In retrospect, I probably should have gone the day before and stayed the night. Instead, I got up early and drove. Like the famous shopping scene from Pretty Woman, it was a “BIG mistake!”
I was doing a presentation for a school in Franklin, Louisiana. I was anticipating a tough crowd. The school was not doing well academically, and, as a result, my workshop was a command performance from the DOE. To make matters worse, it was being held on a Saturday, the same day as the popular Crawfish Festival in the nearby town of Breaux Bridge.
Leaving New Orleans at four in the morning, I had plenty of time to spare. Unfortunately, though, there was a thick fog covering the Atchafalaya like a roux, and traffic on I-10 was backed up from Beaumont to Baton Rouge. At the little town of Sorrento, I took a detour. I turned south toward Morgan City and crossed the Mississippi on the Sunshine Bridge.
I figured it might be a shortcut.
It wasn’t.
My trek across the swamp took longer than it did for John Hanning Speke to discover the source of the Nile. And, my journey was probably just as eerie as his. Among the misty cypress trees draped in Spanish moss, I couldn’t help but think of the 1981 film, Southern Comfort, a Cajun version of Deliverance. I could almost hear “Dueling Accordions” wailing off in the distance.

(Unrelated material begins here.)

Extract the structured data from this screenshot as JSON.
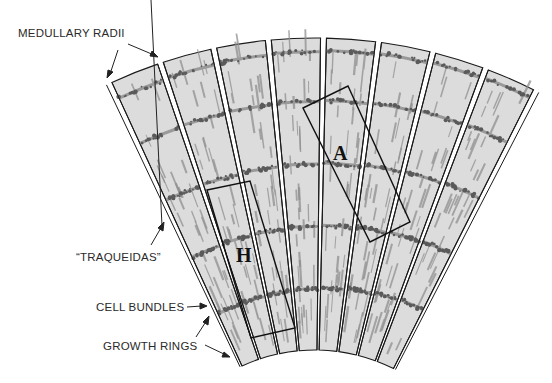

I tried to call the school, but there was no reception. And, I couldn’t exactly consult WAZE since the app, or apps for that matter, didn’t exist yet.
When I finally reached Franklin, I was a good 45 minutes late. Entering the auditorium, I felt like Roger Moore on that tiny island in the alligator scene from Live and Let Die. I was in hostile territory. And, I didn’t have any cool gadgets from Q.
Like Alexander at Issus or Nelson at Trafalgar, I needed a bold plan. I would kick off the show with a riveting story that ended with a smashing crescendo. I would then facilitate a number of engaging, real-world activities, shower the crowd with resources and SWAG like Mardi Gras beads from Endymion, and then, for my coup de grâce, serve up boiled crawfish from New Iberia!
It was a fine plan! Definitely bold. But, alas, my coup de grâce got delivered prematurely…
When doing presentations, I always used a yellow Whiffle bat as a pointer. It was eye-catching, light, and fun to wield around like a sword. And, when I rapped it against a blackboard, or even a child’s head, it made a loud noise, but didn’t cause any significant damage.
Two minutes into my monologue, I came to the painful realization that my riveting story was anything but riveting. Peering into the audience, I noticed the Assistant Principal reading USA Today, several teachers playing solitaire on their laptops, and two coaches in the back loudly debating the Saints’ recent draft choices. So, I skipped ahead to my smashing crescendo.
I landed the punch line with an awkward pirouette, yelled the Cajun version of the cowboy, “Yee-haw!” “Ayeee!” and then slammed my Whiffle bat against an empty desk in the front row. There was a thunderous “Crack!” “If my audience hadn’t been paying attention before,” I thought, “it certainly would be now!”
It was.
When the bat hit the table, all heads popped up from their sundry, non-workshop-related tasks and glared at me through bulging eyes.
All but one, that is. A large, older woman in the second row craned her head toward the ceiling instead. She clutched her chest, gasped for breath, tipped over backwards in her chair, and collapsed on the floor like a sack of oysters. The audience shrieked, looked at the woman with concern, and then back at me with scorn.
I was the actor, John Wilkes Booth at Ford’s Theatre, only there was nowhere to jump!
As the paramedics carted the woman off on a gurney, the principal pulled me aside and said, “Mr. Dunbar, I think we’re done for the day.”
I looked down and shook my head in agreement.
I called to cancel the crawfish order, loaded up the car with bags of undistributed SWAG, and headed back across the Atchafalaya. The fog had lifted; the traffic was light.
Postmortem: I am happy/relieved to report that the woman survived. She and the school both eventually recovered from the ordeal – without my assistance I might add. As for me, I traded in my Whiffle bat for a Nerf sword. “En garde!”